There would be 57 Asians, 21 Europeans, 14 from the Western Hemisphere, and 8 Africans.

50 would suffer from malnutrition and one would be near death. Only one would have a college education, and only one would own a computer.

80 would live in substandard housing.

70 would be unable to read.

6 would possess 59% of the world’s wealth and all 6 would be from North America.

We attend church without fear of harassment, arrest, torture, or death. We are better off than 3 billion people in this regard.

We have money in the bank and spare change in a dish, food in the refrigerator, clothes on our backs, and a roof over our heads. We are richer than 75% of this world.

3. Give unselfishly

a. Jesus tells them that they gave to “the least”.

b. These people had no means to repay; they were in a vulnerable position.

c. If you have never been in need you cannot possibly imagine the feeling of those who are truly in need by their own fault or by no fault of their own.

4. Give—because that is who you are!

a. Verse 34 tells us that people act out of who they really are.

b. Verse 46 says, “Then they will go away to eternal punishment, but the righteous to eternal life.” We are rewarded according to who we are.

The Application of Truth

1. Fight greed aggressively

• In his book, Jumping Hurdles, Hitting Glitches, Overcoming Setbacks, Steve Brown writes,

“The most unhappy person in the world is not someone who didn’t get what he or she wanted. The most unhappy person is the one who got what he or she wanted and then found out that it wasn’t as wonderful as expected. The secret of a happy life is not to get what you want but to live with what you’ve got. Most of us spend our lives concentrating on what we don’t have instead of thanking God for what we do have. Then we wake up, our life is over, and we missed the beauty of the present. You think about that.”

a. Take whatever you intend to spend and cut it in half.

b. Give the other half to the needy

c. Focus on family traditions that build faith and not greed

d. Some might say, “Start small” but I encourage you to think big and where affordability is an issue budget well or think of something besides money.

2. Give to Jesus

a. It is his birthday anyway

b. To the building fund

c. To the food pantry

d. To the coat closet

e. New things to be distributed instead of what you wish you hadn’t bought or has gone out of style or you outgrew (either up or out)

f. A love offering that you don’t insist on being used a certain way

3. Give personally

a. Perhaps giving money is too easy

b. Involve yourself in the life of someone who is friendless

c. Share your faith any chance you get

d. Make your church relationship a greater priority through Sunday School, the Women/Men/Senior/Youth/Children’s groups.

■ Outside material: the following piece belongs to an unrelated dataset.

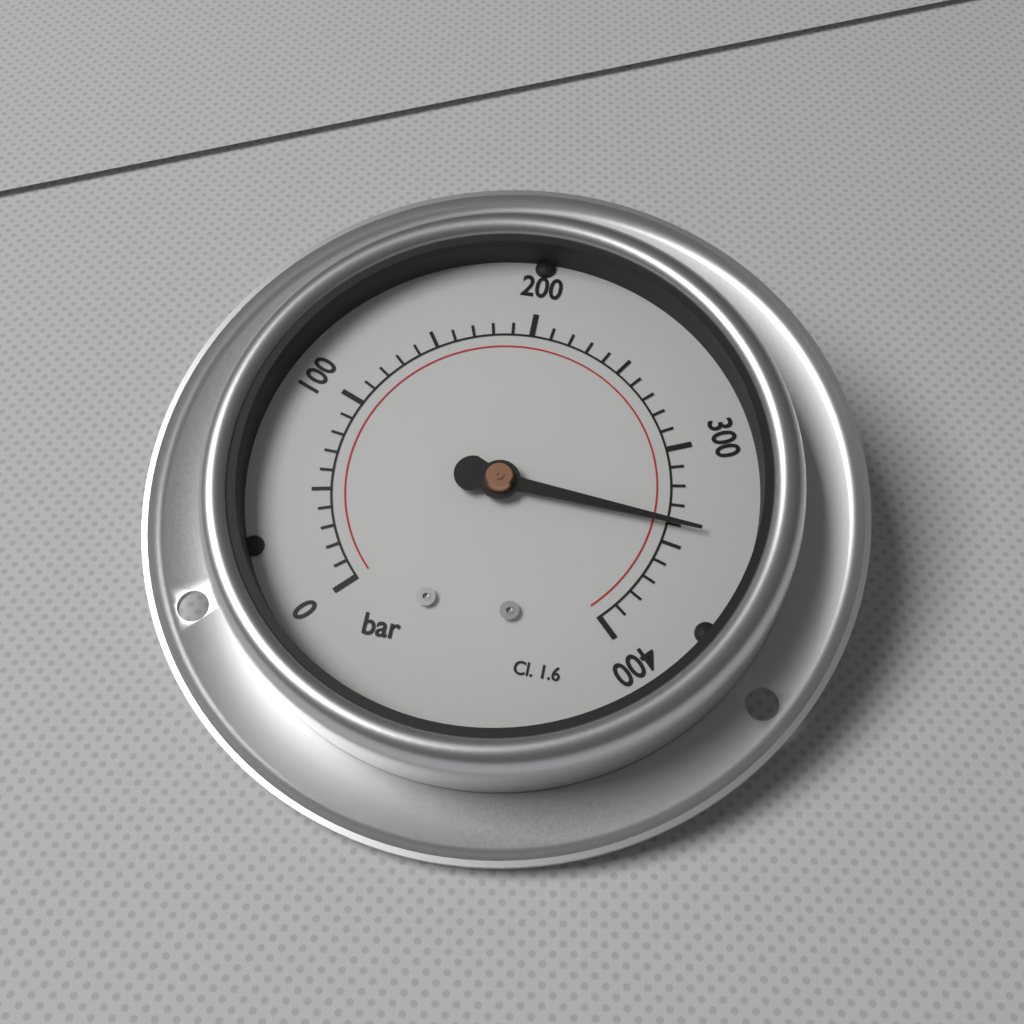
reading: 340 bar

e. Find a place to serve in the church.

4. Seek a deeper walk with Christ

a. Read the Bible accounts of His birth

b. Study about how Jesus interacted with the needy

c. Pray for a more compassionate heart (and then act on it because action is the mode of cultivating, watering and harvesting what God plants in you.)

During World War II, England needed to increase its production of coal if it was going to have any hope of winning the war. Winston Churchill called together labor leaders to enlist their support. And at the end of his presentation he asked them to stand with him and picture in their minds a grand parade, which he knew would be held in Piccadilly Circus after the war.

First, he said, would be the sailors, then the soldiers, then the pilots. Last of all, he said, comes a long line of sweat-stained, soot-streaked men in miner’s caps. Someone would cry from the crowd, ’And where were you during the critical days of our struggle?’

And from ten thousand throats comes the answer, “we were deep in the earth with our faces to the coal.”

I want to be coal worker. I want to know that even if my part seems small to all others, there is someone who knows my worth. I may not the person, who is seen doing the great things in the kingdom, but I can serve a meal to someone who is sick, I can visit a shut-in, I can send a note to someone who is lonely. I can be a coal worker in the kingdom.

Thank you, Lord, for saving my soul. Thank you, Lord, for making me whole. Thank you, Lord, for giving to me—Thy great salvation so rich and free!